Albert Gallatin to consider combining middle, high schools
Move could save up to $4.7 million annually
The Albert Gallatin School District will look at the costs of closing both middle schools and assigning students to the high school building as a possible prelude to wider consolidation of buildings in the district.
The board voted 6-0 Thursday night to direct the administration to set up interviews with
Superintendent Christopher Pegg and architects or value engineers to get cost estimates to modify the high school, which would be expanded to include students down to either sixth or seventh grade.
The district would also devise a financial plan and propose a timeline for phased consolidation.
Additionally, the board approved making video recordings of its meetings available to stream later on the district’s webpage.
“We need to do phase one, get the cost, everything else that occurs with that, move on with that, and then once that’s completed, that’s when we start looking at discussions and meetings with phase two, phase three, or whatever we need to do with it,” said President Jeff Myers.
Tuesday’s meeting followed one last week where the board and public also discussed options for consolidating buildings.
If all phases go as planned, the district would have three elementary schools, down from five, and the combined middle school-high school complex, instead of two separate middle schools.
Talk at last week’s meeting centered on closing Smithfield and Friendship Hill Elementary Schools starting with the 2027-28 school year, and combining them with Albert Gallatin South Middle School until construction finishes at the high school.
Once construction is completed, the next to close would be Plava and Masontown elementary schools, which would send most of their students to Albert Gallatin North. A.L. Wilson Elementary would remain open.
The combined building consolidations could save the district up to $4.7 million annually, Pegg said.
At the combined middle-high school, the younger students would be in a separate wing, have their own lunch period, and have a separate gymnasium, Pegg said. The new construction could also potentially house a central office.
“At this point this has been all discussion,” he said. “No decisions have been made until we get the cost for all of that to see exactly what the district can afford to do. One thing I think we all agree on is we cannot afford not to do anything and stay status quo. We would not survive financially.”
The board voted 5-4 in February not to schedule a public hearing on potential building closures for the 2026-27 school year.
To close what was forecast as a budget deficit of $1.5 million to $2 million, the board voted in April to furlough up to 30 teachers and support staff.
Of that group, the district was able to rehire three teachers due to enrollment increases and other teachers taking leaves of absence, Pegg said after the meeting. Teachers certified in those areas were recalled in order of seniority.
Mike McCaig, managing director in the municipal finance department of Raymond James, told the board Tuesday it could potentially borrow up to $50 million while keeping its debt service payments at the current level of $3.9 million.
If the board approves borrowing, McCaig said, they would start with a $10 million bond, then add up to $10 million more each year as needed.
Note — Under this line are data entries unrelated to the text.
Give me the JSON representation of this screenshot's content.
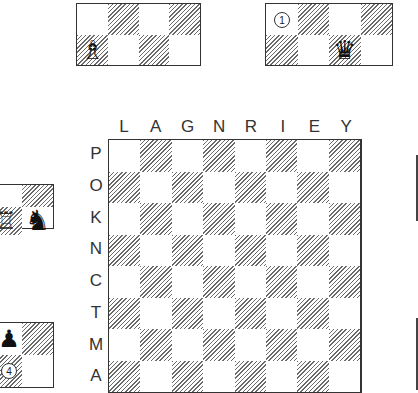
{
  "board": {
    "files": [
      "L",
      "A",
      "G",
      "N",
      "R",
      "I",
      "E",
      "Y"
    ],
    "ranks": [
      "P",
      "O",
      "K",
      "N",
      "C",
      "T",
      "M",
      "A"
    ]
  },
  "mini_top_left": {
    "rows": 2,
    "cols": 4,
    "pieces": [
      {
        "row": 1,
        "col": 0,
        "glyph": "♗",
        "name": "white-bishop-icon"
      }
    ]
  },
  "mini_top_right": {
    "rows": 2,
    "cols": 4,
    "marker": {
      "row": 0,
      "col": 0,
      "label": "1"
    },
    "pieces": [
      {
        "row": 1,
        "col": 2,
        "glyph": "♛",
        "name": "black-queen-icon"
      }
    ]
  },
  "mini_left_knight": {
    "pieces": [
      {
        "glyph": "♖",
        "name": "white-rook-icon"
      },
      {
        "glyph": "♞",
        "name": "black-knight-icon"
      }
    ]
  },
  "mini_left_pawn": {
    "marker": {
      "label": "4"
    },
    "pieces": [
      {
        "glyph": "♟",
        "name": "black-pawn-icon"
      }
    ]
  },
  "colors": {
    "border": "#333333",
    "hatch": "#6a6a6a",
    "light": "#ffffff"
  }
}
By borrowing that amount or less in a calendar year, under federal tax code the district would qualify for a better interest rate and better options for refinancing debt.
McCaig said the borrowing would be paired with a restructuring of the district’s current debt that would lower payments by almost $2 million in the new fiscal year.
A debt resolution could come before the board at its regular meeting on July 15, McCaig said.
About 25 people attended Tuesday’s meeting. Residents who talked during an informal question-and-answer session before the meeting adjourned said they worried about taking on too much spending with a declining revenue base, while also saying they would prefer to keep sixth grade with the elementary school.
Justin Moccaldi of Springfield said after the meeting he didn’t know if the general public appreciates the size of debt payments, saying “you’re paying back $80 million to get $50 (million) now.”
He didn’t like the idea of a combined middle and high school, or having middle school students share a bus with high-schoolers. Moccaldi also hated to lose the Friendship Hill and Springfield schools.
“There’s been a school in Smithfield for over 200 years, as far as I know,” he said. “It’s one of the best, if not the best, consistently performing school in the district.”
Ashley Raymond of Smithfield said she hopes “that they keep the students at the center of their decision, and they make the right choice for what’s the best for them, and not for what’s best for the people sitting at the table right now.”